Harry had skied most of them as a teenager, but now the kids used different names: Shit for Brains, Cropley Extreme … “Which one were you thinking about?”

“We just call it No Name. No one's ever done it before.”

The older man nodded slowly. He had a nearly photographic memory for difficult runs, but even without a description, he knew which chute they were talking about. It hadn't had a name in his day either. They'd called it That Other Chute.

“Second to last one out on the east side, right? It's narrow at the top, cuts left around some boulders, then seems to cliff out at a narrow gorge so you have to line it up perfectly, drop about twelve feet straight down through the throat, and land it without turning your skis. Then there's a second cliff, maybe thirty feet, with a good landing zone.”

Jarrod raised his eyebrows, impressed. “That's it.”

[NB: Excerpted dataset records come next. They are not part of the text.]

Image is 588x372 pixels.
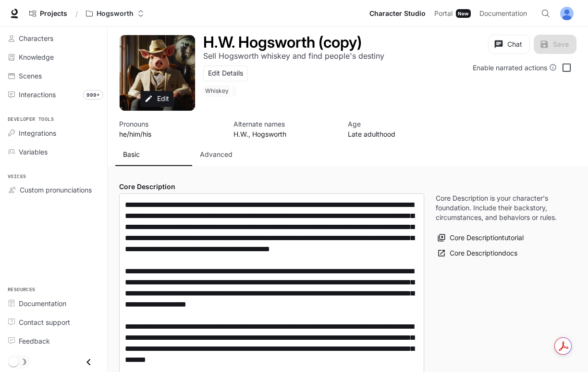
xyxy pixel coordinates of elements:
[81,4,149,23] button: Open workspace menu
[4,143,103,160] a: Variables
[119,119,222,129] p: Pronouns
[234,119,336,129] p: Alternate names
[234,119,336,139] button: Open character details dialog
[19,317,70,327] span: Contact support
[203,32,362,51] h1: H.W. Hogsworth (copy)
[203,85,238,100] button: Open character details dialog
[4,332,103,349] a: Feedback
[119,182,424,191] h4: Core Description
[19,33,53,43] span: Characters
[475,4,534,23] a: Documentation
[9,356,18,367] span: Dark mode toggle
[4,67,103,84] a: Scenes
[200,149,232,159] p: Advanced
[78,352,100,372] button: Close drawer
[97,9,133,18] p: Hogsworth
[141,91,174,107] button: Edit
[203,50,385,61] button: Open character details dialog
[488,35,530,54] button: Chat
[456,9,471,18] div: New
[472,63,557,73] div: Enable narrated actions
[4,125,103,141] a: Integrations
[19,298,66,308] span: Documentation
[25,4,71,23] a: Go to projects
[205,87,229,94] p: Whiskey
[19,89,55,100] span: Interactions
[120,35,195,110] button: Open character avatar dialog
[4,48,103,66] a: Knowledge
[203,35,362,50] button: Open character details dialog
[120,35,195,110] div: Avatar image
[436,245,520,261] a: Core Descriptiondocs
[4,30,103,47] a: Characters
[19,146,48,156] span: Variables
[366,4,429,23] a: Character Studio
[536,4,555,23] button: Open Command Menu
[203,66,248,81] button: Edit Details
[4,314,103,330] a: Contact support
[203,85,232,97] span: Whiskey
[369,8,426,19] span: Character Studio
[4,295,103,312] a: Documentation
[557,4,576,23] button: User avatar
[479,8,527,19] span: Documentation
[436,230,526,246] button: Core Descriptiontutorial
[83,90,103,100] span: 999+
[434,8,452,19] span: Portal
[19,335,50,346] span: Feedback
[203,51,385,61] p: Sell Hogsworth whiskey and find people's destiny
[119,129,222,139] p: he/him/his
[234,129,336,139] p: H.W., Hogsworth
[4,181,103,198] a: Custom pronunciations
[436,193,565,222] p: Core Description is your character's foundation. Include their backstory, circumstances, and beha...
[348,129,451,139] p: Late adulthood
[431,4,475,23] a: PortalNew
[19,185,92,195] span: Custom pronunciations
[40,9,67,18] span: Projects
[19,128,56,138] span: Integrations
[560,6,573,20] img: User avatar
[119,119,222,139] button: Open character details dialog
[71,9,81,19] div: /
[123,149,140,159] p: Basic
[19,71,42,81] span: Scenes
[348,119,451,139] button: Open character details dialog
[19,52,54,62] span: Knowledge
[4,86,103,103] a: Interactions
[348,119,451,129] p: Age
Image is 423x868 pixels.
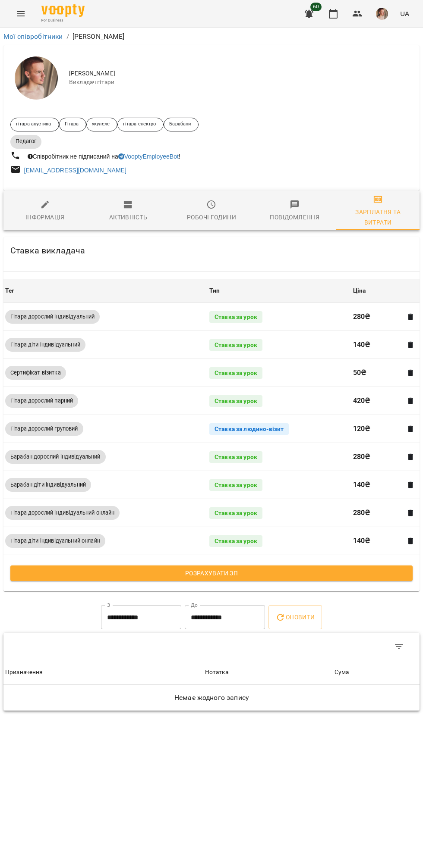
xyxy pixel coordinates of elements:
span: Гітара дорослий індивідуальний онлайн [5,509,119,517]
div: Ставка за урок [209,312,263,323]
div: Сума [334,667,349,678]
button: Розрахувати ЗП [10,565,413,581]
span: 60 [310,3,322,11]
div: Ставка за урок [209,395,263,407]
a: [EMAIL_ADDRESS][DOMAIN_NAME] [24,167,126,173]
p: 50 ₴ [353,368,399,378]
div: Робочі години [187,212,236,223]
p: 280 ₴ [353,312,399,322]
button: Видалити [405,452,416,463]
p: 140 ₴ [353,340,399,350]
div: Ставка за урок [209,479,263,491]
button: Оновити [268,605,322,629]
button: Видалити [405,536,416,547]
button: Видалити [405,508,416,519]
p: гітара електро [123,121,156,128]
button: Фільтр [388,636,409,657]
span: Гітара дорослий індивідуальний [5,313,100,321]
button: Видалити [405,340,416,351]
p: 120 ₴ [353,424,399,434]
span: Призначення [5,667,201,678]
p: [PERSON_NAME] [72,31,125,42]
div: Повідомлення [269,212,320,223]
span: Сертифікат-візитка [5,369,66,377]
span: Гітара діти індивідуальний онлайн [5,537,106,545]
p: 280 ₴ [353,508,399,518]
img: 17edbb4851ce2a096896b4682940a88a.jfif [376,8,388,20]
div: Sort [5,667,43,678]
p: 280 ₴ [353,452,399,462]
span: Розрахувати ЗП [17,568,406,579]
th: Ціна [351,279,420,303]
p: Гітара [65,121,79,128]
div: Нотатка [205,667,229,678]
div: Ставка за урок [209,451,263,463]
span: Нотатка [205,667,331,678]
div: Sort [334,667,349,678]
div: Інформація [26,212,65,223]
button: Menu [10,3,31,24]
span: Гітара діти індивідуальний [5,341,85,349]
a: Мої співробітники [3,33,63,40]
p: 140 ₴ [353,536,399,546]
h6: Немає жодного запису [5,692,417,704]
span: For Business [42,17,85,24]
p: 140 ₴ [353,479,399,490]
button: Видалити [405,424,416,435]
span: Викладач гітари [69,78,413,87]
div: Table Toolbar [3,633,420,661]
span: [PERSON_NAME] [69,69,413,78]
li: / [67,31,69,42]
div: Активність [109,212,147,223]
p: Барабани [169,121,191,128]
span: Сума [334,667,417,678]
nav: breadcrumb [3,31,420,42]
div: Ставка за урок [209,507,263,520]
div: Sort [205,667,229,678]
button: Видалити [405,479,416,491]
span: Оновити [275,612,315,622]
span: UA [400,9,409,18]
span: Барабан дорослий індивідуальний [5,453,106,461]
button: UA [397,6,413,22]
th: Тег [3,279,208,303]
a: VooptyEmployeeBot [118,153,179,160]
div: Співробітник не підписаний на ! [26,151,182,162]
button: Видалити [405,395,416,407]
button: Видалити [405,312,416,323]
img: Михайло [15,56,58,100]
span: Гітара дорослий груповий [5,425,83,433]
div: Ставка за людино-візит [209,423,289,435]
div: Ставка за урок [209,367,263,380]
th: Тип [208,279,351,303]
div: Ставка за урок [209,536,263,547]
p: 420 ₴ [353,395,399,406]
h6: Ставка викладача [10,244,85,257]
span: Барабан діти індивідуальний [5,481,91,488]
img: Voopty Logo [42,4,85,17]
div: Призначення [5,667,43,678]
div: Зарплатня та Витрати [341,207,414,228]
span: Педагог [10,137,42,145]
p: укулеле [92,121,110,128]
span: Гітара дорослий парний [5,397,78,405]
div: Ставка за урок [209,339,263,351]
button: Видалити [405,368,416,379]
p: гітара акустика [16,121,51,128]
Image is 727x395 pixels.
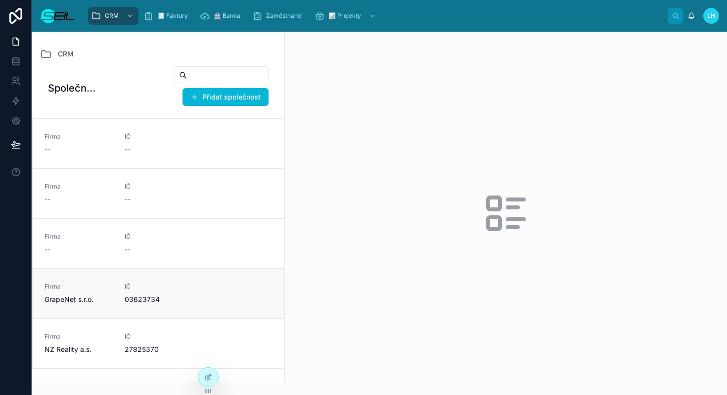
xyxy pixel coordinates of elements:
a: FirmaNZ Reality a.s.IČ27825370 [33,318,284,368]
a: Firma--IČ-- [33,119,284,168]
div: scrollable content [83,5,668,27]
span: IČ [125,133,193,140]
a: CRM [88,7,138,25]
a: 🧾 Faktury [140,7,195,25]
a: Firma--IČ-- [33,168,284,218]
a: 📊 Projekty [312,7,381,25]
span: CRM [58,49,74,59]
span: -- [45,194,50,204]
span: Firma [45,133,113,140]
span: 📊 Projekty [328,12,361,20]
h1: Společnosti [48,81,97,95]
a: 🏦 Banka [197,7,247,25]
span: Firma [45,232,113,240]
span: Firma [45,183,113,190]
span: LH [707,12,715,20]
span: -- [45,244,50,254]
span: 🧾 Faktury [157,12,188,20]
span: -- [125,144,131,154]
a: Zaměstnanci [249,7,310,25]
span: 🏦 Banka [214,12,240,20]
span: IČ [125,332,193,340]
span: 27825370 [125,344,193,354]
a: CRM [40,48,74,60]
img: App logo [40,8,75,24]
span: -- [125,194,131,204]
span: -- [125,244,131,254]
a: Firma--IČ-- [33,218,284,268]
span: IČ [125,183,193,190]
button: Přidat společnost [183,88,269,106]
span: 03623734 [125,294,193,304]
span: Firma [45,282,113,290]
a: FirmaGrapeNet s.r.o.IČ03623734 [33,268,284,318]
span: GrapeNet s.r.o. [45,294,113,304]
span: IČ [125,232,193,240]
span: CRM [105,12,119,20]
span: -- [45,144,50,154]
span: IČ [125,282,193,290]
span: NZ Reality a.s. [45,344,113,354]
span: Zaměstnanci [266,12,303,20]
span: Firma [45,332,113,340]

“Except you can't really get a good look at it. Unless you got a helicopter.”

“No,” his son said.

Harry remembered it clearly. The closest he'd gotten was to stand up at the top of it for a half hour one day. His buddies had been silent on that one: no cheering, no jokes. Not even impatience. He stood there, and then the clouds started to move down, and the light got flat, and it started snowing hard, and someone said they could get whited out pretty easily. He finally did the next chute over, and they'd skied home without much talk. He'd always felt he could have done it if he'd taken that first step, but there was no payday in it; just a nasty, dangerous little chute that maybe forty people in the world knew about.

He shook the memory off. “This one of Jimmie's ideas?” he asked.

“Sort of,” his son muttered. “And mine, too.”

“Have you thought about the avalanche hazard?”

“Jimmie says it's self-controlling.”

He swung his head back and forth, irritated. “Let me tell you something about Jimmie: he's the kind of friend who'll get you killed. It's all fun and it's all cool and
rah rah, let's go for it, boys,
and then somebody's lying there with a broken femur and all Jimmie can do is say, ‘Oops! Sorry, dude!' I've seen plenty of guys like Jimmie. Who else is in on this?”

Jarrod looked to the side and frowned, reciting the usual crew. They'd all been on boards since they were toddlers. TJ, a wiry little ski-racer whose father had been Jarrod's dentist, and Brandon, a Filipino kid who had started selling his pictures to magazines. Lucas, a low-key, polite boy who said little but had taken a wilderness EMT course and would be the one with the radios and the first-aid kit. If Lucas was with them, there'd probably be a degree of good sense exercised.